___ Given records
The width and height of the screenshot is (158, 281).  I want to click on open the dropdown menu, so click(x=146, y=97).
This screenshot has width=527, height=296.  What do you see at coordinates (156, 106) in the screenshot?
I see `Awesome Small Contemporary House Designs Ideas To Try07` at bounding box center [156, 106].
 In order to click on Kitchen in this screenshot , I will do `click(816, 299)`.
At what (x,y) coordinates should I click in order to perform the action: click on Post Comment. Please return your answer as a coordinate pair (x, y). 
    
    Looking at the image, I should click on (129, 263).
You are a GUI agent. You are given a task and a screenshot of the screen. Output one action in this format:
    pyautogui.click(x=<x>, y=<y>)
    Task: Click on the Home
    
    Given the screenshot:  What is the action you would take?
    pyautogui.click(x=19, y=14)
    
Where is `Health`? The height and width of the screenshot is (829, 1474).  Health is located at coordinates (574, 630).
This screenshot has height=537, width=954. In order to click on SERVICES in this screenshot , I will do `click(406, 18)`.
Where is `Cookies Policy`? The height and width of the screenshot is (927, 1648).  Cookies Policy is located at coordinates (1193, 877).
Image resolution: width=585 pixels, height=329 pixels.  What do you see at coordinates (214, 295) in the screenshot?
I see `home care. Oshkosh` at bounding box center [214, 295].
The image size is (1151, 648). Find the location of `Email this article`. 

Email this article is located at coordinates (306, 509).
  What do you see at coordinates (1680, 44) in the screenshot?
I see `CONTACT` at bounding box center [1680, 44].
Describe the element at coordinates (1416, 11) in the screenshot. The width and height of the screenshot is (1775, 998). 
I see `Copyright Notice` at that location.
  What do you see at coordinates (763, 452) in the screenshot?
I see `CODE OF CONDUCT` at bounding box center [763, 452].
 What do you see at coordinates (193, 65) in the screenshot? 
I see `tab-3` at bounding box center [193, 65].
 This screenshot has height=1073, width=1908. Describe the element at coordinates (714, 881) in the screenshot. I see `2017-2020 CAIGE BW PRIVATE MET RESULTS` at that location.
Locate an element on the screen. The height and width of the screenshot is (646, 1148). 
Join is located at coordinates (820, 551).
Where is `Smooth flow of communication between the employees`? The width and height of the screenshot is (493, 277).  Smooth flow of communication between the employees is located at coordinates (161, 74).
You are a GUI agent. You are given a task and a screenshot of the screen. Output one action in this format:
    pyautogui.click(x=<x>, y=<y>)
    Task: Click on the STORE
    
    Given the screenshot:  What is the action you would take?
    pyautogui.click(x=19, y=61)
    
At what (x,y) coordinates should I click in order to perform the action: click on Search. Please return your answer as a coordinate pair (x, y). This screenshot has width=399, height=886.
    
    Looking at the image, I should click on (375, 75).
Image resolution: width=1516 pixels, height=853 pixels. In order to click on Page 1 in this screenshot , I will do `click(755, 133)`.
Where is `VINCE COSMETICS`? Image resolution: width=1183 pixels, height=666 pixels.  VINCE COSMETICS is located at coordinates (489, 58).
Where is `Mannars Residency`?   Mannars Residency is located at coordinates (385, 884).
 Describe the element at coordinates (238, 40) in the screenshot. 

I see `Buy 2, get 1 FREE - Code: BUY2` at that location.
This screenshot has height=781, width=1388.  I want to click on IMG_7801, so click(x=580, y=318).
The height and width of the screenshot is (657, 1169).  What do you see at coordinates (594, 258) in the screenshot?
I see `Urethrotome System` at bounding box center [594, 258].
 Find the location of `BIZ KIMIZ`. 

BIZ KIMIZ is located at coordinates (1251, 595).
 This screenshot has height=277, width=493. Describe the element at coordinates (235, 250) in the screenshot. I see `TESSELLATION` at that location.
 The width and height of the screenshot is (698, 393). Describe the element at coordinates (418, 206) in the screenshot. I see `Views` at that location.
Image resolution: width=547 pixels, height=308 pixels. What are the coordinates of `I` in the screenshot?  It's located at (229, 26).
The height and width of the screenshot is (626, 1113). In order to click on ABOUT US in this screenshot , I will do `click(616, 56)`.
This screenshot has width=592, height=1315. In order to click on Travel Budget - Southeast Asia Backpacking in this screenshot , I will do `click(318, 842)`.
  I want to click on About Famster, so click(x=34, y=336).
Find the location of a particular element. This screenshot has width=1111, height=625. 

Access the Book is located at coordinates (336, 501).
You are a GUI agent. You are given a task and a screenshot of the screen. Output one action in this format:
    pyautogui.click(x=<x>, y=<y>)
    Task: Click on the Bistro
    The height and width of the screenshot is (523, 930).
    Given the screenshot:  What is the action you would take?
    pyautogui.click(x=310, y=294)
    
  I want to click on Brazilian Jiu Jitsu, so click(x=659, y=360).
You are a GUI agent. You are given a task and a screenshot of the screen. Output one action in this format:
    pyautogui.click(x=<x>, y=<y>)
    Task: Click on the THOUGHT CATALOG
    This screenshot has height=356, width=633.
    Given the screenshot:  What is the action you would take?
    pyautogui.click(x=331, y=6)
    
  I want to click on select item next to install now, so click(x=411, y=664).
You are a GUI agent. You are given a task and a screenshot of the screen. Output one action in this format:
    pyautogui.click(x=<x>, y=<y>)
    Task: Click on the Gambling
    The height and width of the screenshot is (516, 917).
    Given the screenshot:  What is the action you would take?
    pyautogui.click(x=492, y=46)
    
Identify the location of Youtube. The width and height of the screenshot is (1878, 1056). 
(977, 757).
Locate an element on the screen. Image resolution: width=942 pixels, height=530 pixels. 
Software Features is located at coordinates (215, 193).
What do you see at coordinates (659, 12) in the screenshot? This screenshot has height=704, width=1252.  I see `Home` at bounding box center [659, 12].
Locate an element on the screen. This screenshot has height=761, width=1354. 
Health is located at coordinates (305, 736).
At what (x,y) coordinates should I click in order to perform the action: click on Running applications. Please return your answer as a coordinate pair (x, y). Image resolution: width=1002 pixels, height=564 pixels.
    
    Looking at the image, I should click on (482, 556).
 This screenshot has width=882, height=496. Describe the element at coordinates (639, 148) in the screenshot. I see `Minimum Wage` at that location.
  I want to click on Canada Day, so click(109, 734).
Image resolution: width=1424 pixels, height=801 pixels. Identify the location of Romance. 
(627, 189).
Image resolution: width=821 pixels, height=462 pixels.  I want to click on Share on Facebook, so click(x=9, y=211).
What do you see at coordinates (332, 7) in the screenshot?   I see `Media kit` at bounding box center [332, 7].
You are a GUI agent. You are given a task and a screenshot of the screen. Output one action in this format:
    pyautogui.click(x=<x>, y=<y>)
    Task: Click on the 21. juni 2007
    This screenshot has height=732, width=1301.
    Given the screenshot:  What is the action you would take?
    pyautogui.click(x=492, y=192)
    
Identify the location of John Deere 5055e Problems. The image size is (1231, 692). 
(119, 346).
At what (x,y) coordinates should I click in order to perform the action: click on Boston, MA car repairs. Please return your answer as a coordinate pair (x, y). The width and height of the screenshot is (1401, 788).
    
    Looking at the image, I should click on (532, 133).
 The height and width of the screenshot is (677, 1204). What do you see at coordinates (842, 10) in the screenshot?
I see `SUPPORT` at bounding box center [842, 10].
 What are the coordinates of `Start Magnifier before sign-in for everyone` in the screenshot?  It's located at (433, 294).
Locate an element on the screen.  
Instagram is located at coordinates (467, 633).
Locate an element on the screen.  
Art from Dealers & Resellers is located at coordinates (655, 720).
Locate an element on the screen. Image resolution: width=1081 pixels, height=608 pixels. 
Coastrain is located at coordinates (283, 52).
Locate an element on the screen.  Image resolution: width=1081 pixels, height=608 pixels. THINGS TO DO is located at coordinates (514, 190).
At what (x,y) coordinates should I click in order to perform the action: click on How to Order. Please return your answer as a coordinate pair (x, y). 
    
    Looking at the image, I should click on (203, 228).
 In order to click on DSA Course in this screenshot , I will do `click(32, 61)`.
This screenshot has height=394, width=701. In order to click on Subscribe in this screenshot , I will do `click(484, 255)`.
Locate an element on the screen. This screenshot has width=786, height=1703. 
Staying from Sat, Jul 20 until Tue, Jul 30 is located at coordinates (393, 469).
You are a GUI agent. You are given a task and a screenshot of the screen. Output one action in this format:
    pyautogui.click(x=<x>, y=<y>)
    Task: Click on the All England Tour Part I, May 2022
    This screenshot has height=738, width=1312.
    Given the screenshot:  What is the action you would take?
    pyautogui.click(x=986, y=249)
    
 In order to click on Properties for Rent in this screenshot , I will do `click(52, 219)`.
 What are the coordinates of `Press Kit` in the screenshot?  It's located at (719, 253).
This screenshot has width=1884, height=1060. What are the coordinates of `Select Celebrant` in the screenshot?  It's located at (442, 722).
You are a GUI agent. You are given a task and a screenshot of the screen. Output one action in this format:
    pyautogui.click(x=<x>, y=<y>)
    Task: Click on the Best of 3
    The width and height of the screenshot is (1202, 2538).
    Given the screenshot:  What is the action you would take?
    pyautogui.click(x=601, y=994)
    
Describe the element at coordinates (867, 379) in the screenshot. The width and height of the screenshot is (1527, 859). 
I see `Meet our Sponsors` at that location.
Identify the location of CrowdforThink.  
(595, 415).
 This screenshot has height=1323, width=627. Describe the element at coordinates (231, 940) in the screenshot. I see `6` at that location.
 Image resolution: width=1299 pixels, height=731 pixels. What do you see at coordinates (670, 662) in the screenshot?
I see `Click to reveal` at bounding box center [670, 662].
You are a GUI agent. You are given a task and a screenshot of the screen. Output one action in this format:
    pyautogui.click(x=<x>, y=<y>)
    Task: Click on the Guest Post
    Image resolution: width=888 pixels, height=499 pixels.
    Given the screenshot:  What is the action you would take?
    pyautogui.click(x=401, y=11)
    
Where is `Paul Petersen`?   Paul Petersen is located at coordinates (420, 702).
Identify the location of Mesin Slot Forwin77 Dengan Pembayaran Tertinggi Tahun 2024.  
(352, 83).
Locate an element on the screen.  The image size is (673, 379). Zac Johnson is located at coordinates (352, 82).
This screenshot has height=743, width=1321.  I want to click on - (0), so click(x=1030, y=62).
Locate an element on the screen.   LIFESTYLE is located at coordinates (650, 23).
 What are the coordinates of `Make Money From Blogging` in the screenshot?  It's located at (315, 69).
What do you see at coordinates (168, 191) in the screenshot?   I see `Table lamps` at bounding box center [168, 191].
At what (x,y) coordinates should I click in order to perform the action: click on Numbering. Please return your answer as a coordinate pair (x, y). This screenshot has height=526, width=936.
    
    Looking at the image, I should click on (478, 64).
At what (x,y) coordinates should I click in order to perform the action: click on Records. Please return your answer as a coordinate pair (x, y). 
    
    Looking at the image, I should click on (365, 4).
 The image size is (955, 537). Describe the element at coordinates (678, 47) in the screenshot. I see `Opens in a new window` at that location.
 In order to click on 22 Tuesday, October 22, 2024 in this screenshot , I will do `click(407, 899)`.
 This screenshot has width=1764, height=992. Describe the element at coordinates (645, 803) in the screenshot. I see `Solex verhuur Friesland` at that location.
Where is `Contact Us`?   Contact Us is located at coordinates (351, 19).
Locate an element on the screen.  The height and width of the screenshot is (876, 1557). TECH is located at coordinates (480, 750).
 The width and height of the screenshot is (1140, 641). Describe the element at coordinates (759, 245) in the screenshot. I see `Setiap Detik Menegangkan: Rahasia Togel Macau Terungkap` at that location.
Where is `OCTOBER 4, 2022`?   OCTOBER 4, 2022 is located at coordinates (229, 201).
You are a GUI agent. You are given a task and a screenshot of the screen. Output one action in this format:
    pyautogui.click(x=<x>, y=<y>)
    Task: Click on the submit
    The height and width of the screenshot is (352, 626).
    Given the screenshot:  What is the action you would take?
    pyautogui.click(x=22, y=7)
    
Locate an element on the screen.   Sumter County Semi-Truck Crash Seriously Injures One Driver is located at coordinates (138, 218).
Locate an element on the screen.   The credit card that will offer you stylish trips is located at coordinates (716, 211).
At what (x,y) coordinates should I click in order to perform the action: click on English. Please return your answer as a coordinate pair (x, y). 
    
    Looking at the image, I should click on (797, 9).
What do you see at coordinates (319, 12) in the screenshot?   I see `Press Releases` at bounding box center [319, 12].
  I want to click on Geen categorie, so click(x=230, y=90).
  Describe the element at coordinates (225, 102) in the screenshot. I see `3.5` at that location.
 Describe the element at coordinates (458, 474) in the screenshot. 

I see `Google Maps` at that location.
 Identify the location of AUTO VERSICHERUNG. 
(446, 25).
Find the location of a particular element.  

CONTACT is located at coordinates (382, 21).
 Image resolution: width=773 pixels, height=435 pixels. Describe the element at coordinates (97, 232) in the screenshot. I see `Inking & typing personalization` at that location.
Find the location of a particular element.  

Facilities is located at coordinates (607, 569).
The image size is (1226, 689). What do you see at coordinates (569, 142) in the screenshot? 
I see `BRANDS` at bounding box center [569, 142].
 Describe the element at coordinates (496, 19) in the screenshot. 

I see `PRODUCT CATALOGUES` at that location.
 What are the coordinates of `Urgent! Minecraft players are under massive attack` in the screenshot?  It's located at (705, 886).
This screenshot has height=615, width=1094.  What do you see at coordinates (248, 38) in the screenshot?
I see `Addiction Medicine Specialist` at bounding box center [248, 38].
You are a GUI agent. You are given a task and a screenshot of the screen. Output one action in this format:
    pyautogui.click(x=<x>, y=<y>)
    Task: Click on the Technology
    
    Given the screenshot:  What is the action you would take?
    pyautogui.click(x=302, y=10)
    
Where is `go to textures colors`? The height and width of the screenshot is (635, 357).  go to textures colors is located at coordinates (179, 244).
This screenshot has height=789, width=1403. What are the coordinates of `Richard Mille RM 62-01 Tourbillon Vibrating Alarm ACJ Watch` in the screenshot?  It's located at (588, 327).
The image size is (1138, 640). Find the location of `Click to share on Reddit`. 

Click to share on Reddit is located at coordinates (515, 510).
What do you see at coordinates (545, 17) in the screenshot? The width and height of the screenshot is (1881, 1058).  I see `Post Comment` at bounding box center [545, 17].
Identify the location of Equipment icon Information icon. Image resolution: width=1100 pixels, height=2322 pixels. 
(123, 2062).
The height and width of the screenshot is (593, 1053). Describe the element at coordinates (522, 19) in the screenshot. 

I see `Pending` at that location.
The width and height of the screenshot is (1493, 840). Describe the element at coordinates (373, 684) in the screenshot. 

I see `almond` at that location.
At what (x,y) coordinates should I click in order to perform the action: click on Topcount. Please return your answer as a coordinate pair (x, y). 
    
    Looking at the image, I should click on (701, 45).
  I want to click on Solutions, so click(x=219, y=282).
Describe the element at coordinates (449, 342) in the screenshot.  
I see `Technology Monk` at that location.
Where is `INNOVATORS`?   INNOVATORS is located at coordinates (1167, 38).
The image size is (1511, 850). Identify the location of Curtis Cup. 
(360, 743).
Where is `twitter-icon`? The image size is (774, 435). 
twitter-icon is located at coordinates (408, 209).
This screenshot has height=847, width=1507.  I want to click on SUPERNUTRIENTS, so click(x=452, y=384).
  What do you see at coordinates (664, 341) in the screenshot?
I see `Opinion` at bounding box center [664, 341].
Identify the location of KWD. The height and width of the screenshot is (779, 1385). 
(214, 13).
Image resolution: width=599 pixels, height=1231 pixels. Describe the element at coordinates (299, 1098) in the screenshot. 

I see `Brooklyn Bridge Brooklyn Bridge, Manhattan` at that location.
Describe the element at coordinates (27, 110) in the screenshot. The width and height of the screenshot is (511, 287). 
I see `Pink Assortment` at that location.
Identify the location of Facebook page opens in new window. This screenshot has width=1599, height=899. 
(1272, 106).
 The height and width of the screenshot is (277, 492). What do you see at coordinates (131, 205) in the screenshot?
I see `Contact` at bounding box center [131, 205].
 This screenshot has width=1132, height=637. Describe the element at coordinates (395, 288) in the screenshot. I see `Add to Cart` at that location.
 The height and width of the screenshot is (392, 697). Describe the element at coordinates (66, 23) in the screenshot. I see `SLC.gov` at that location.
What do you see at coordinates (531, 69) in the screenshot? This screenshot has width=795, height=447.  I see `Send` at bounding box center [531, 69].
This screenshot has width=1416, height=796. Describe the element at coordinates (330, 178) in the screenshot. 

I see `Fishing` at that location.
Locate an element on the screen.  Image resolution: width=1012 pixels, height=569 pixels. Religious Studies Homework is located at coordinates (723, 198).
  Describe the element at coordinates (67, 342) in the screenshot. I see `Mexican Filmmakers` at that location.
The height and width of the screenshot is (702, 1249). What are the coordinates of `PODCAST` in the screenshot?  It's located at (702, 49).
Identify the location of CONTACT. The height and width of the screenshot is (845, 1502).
______
## [Task to carry out]
The output should be exactly the lines above from the line containing "is (1401, 788)." to the line containing "In order to click on DSA", inclusive, with no other lines.

## [Your response]
At what (x,y) coordinates should I click in order to perform the action: click on Boston, MA car repairs. Please return your answer as a coordinate pair (x, y). The width and height of the screenshot is (1401, 788).
    
    Looking at the image, I should click on (532, 133).
 The height and width of the screenshot is (677, 1204). What do you see at coordinates (842, 10) in the screenshot?
I see `SUPPORT` at bounding box center [842, 10].
 What are the coordinates of `Start Magnifier before sign-in for everyone` in the screenshot?  It's located at (433, 294).
Locate an element on the screen.  
Instagram is located at coordinates (467, 633).
Locate an element on the screen.  
Art from Dealers & Resellers is located at coordinates (655, 720).
Locate an element on the screen. Image resolution: width=1081 pixels, height=608 pixels. 
Coastrain is located at coordinates (283, 52).
Locate an element on the screen.  Image resolution: width=1081 pixels, height=608 pixels. THINGS TO DO is located at coordinates (514, 190).
At what (x,y) coordinates should I click in order to perform the action: click on How to Order. Please return your answer as a coordinate pair (x, y). 
    
    Looking at the image, I should click on (203, 228).
 In order to click on DSA Course in this screenshot , I will do `click(32, 61)`.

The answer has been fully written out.